Minnie, I knew, wouldn’t accept a younger dog. She doesn’t like puppies, so the right companion for her had to be older, a dog who, almost certainly, would have issues, just as Harry did.
And there was another reason I was fighting my better judgment. My mother’s dog, Winkie.
/> He was a Cairn Terrier, gray, like Toto in The Wizard of Oz, the last in a succession of Cairns my mother had over decades. When she retired to a house I’d bought her near Charleston, South Carolina, Winkie developed allergies so severe, his sides had nothing but patchy wisps of hair, more scabby skin than fur. He was only allowed outside on a fenced wooden deck that was always swept clean, so he wouldn’t come in contact with grass or pine straw, which would make his allergies worse. Walks were forbidden. Nothing helped, not his weekly medicated baths, not the prednisone, which made him incontinent.
Winkie was timid. He trusted my mother but practically no one else. Even when he was a puppy, it took coaxing before he allowed me to pet him or play with him. He liked it when I put him in a shoulder bag and carried him around under my arm. He felt secure and would lick my face.

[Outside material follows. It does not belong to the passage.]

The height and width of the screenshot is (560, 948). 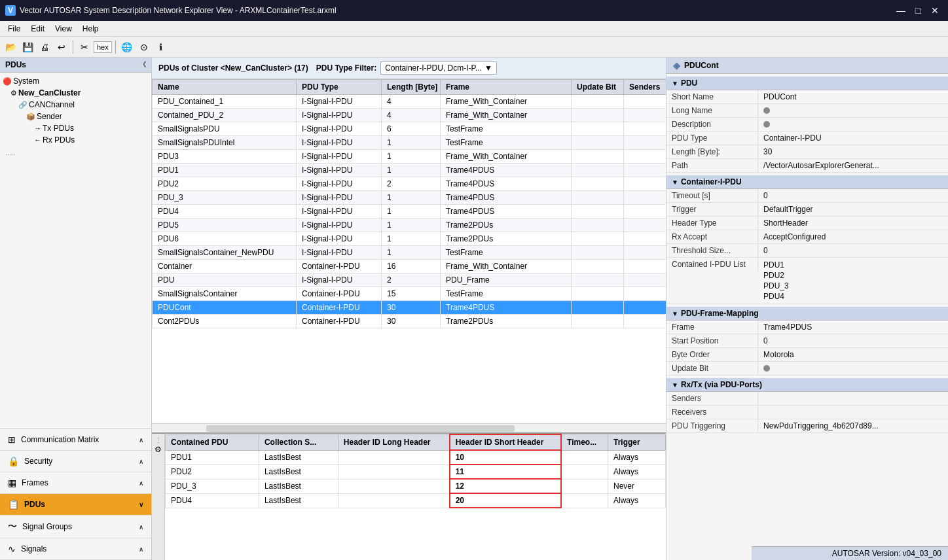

My mother lived a solitary life. She and Winkie had each other. It was enough, until my mother was diagnosed with colon cancer in 1990. I was living in London. I flew to Charleston and stayed with her for her surgery and as long as I could afterward. I was back for her second surgery a year later, when the colon cancer had spread to her liver, and for almost all the other times she was in the hospital. I was there, taking care of Winkie, and then I wasn’t. An aunt also came and went, but too many times Winkie was alone in the house with a couple of lights left on for hours and hours and sometimes all night. When the person paid to come in and care for him arrived to feed him or let him out, he would hide under my mother’s bed.